Abate and switch - Drudge rocks my world
I'll have to takes me a break, but have to take time to admire the master. I chose a diary to elaborate the details about Hillary's 5%, but what I'm really doing is saying Drudge rocks my world, and probably yours too. I know, we hate to admit it - we're fans of Bob Somersby or Keith Olbermann or whoever the jammin' female reporter off in Iraq doing an admirable job of anti-press release reporting, sorry Google is failing me right now, or a host of indie bloggers. But Drudge is the master. Because we've all accepted his terms. Right now people are seriously upset that a campaign in debt has not paid some people. I mean, it'd be a pretty piss poor "greatest campaign debt ever" if they'd paid everybody, wouldn't it? I mean, if you think about - what does debt mean? "Didn't pay someone". But the Drudge effect is insidious - we take the most mundane things and get highly irritated by them. Admit it - it rules your world as much as mine. Here's another great headline: "Obama acts like politician, cites need to win". I keep waiting to write my upstart "Sun rises in east, spurning western states. North and south ambivalent". But I'm only halfway there - as much as I try, I can't match the spitefulness, such as the class warfare that Drudge can get with "Hillary campaign leaves small vendors out in cold; tosses wet puppy out for company". It's one thing to be Maureen Dowd writing banal acid socialite filler, but it's another to be Matt Drudge making a bereaved and offended policy wonk out of each and every one of us, however post-political we might think we are.
So your assignment, since I have to step out a bit, is to produce the most surprising stunningly amoral character in movies and somehow tie it to a horribly misunderstood and forgotten director. In this case, I'm obviously referring to Marlon Brando in Arthur Penn's classic "Missouri Breaks". But it doesn't have to be high brow - it could be Richard Gere (oh how I usually hate him) in Mike Figgis' "Internal Affairs". Or Robert Mitchum in Charles Laughton's "The Night of the Hunter". Maybe Yves Montand in Clouzot's "Wages of Fear" if you want to go international. Anyway, you have the idea - efficiently evil role combined with genius director no one can remember.

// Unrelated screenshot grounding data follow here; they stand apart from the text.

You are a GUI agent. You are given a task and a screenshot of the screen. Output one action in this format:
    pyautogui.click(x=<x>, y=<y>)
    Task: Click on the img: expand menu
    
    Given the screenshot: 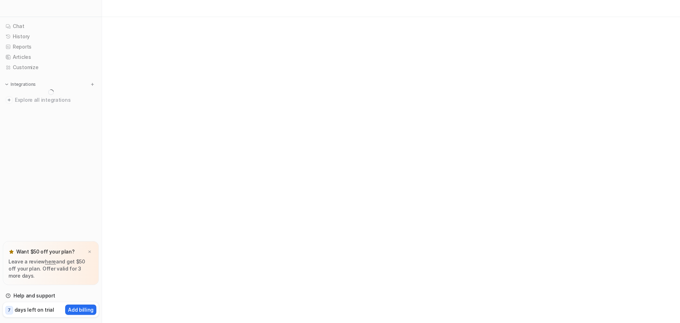 What is the action you would take?
    pyautogui.click(x=7, y=84)
     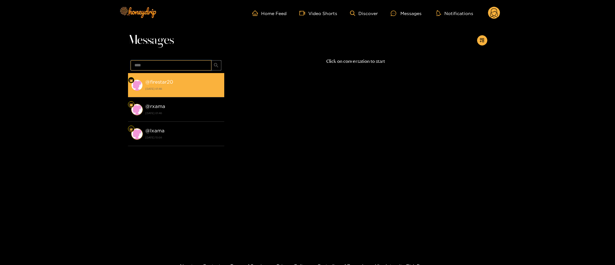 What do you see at coordinates (216, 65) in the screenshot?
I see `span: search` at bounding box center [216, 65].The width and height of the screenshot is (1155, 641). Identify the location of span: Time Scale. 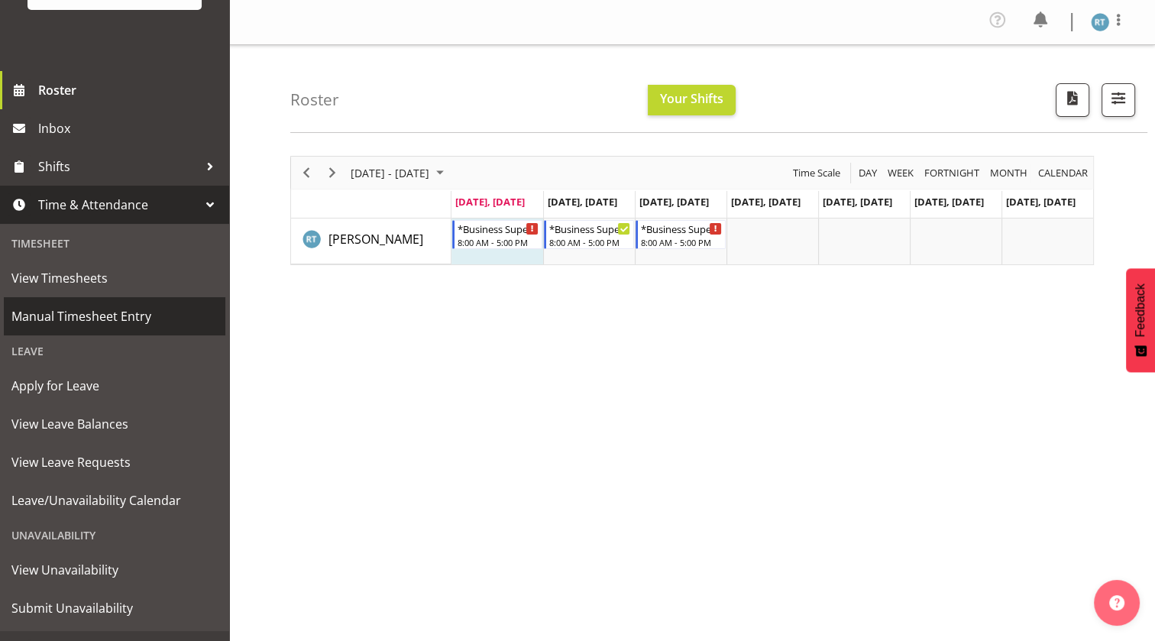
(817, 173).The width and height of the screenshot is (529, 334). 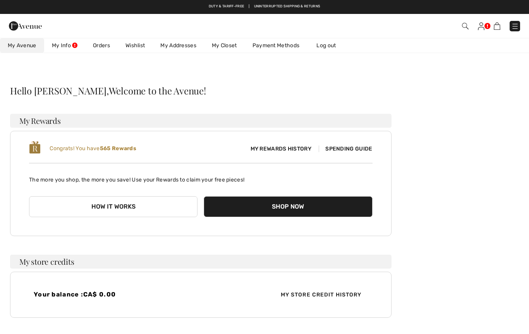 What do you see at coordinates (35, 148) in the screenshot?
I see `img: loyalty_logo_r.svg` at bounding box center [35, 148].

Oh, last bit - I've given you a break with Salo - instead of 120 days of Salome, you need only 8. But that's 8 days of heavy lifting, Sisyphus up the mountain with boulder type effort. THIS THREAD MAY NOT DIE!!! You have been warned. And if you think this is tough, imagine if I'd given you "Think in a post-FISA sellout world, what will Obama healthcare look like?" Yep, now that boulder doesn't look so tough, does it? Go for the easy movie question, we need some light summer fun around here. The heavy stuff can wait for September. Surf's up.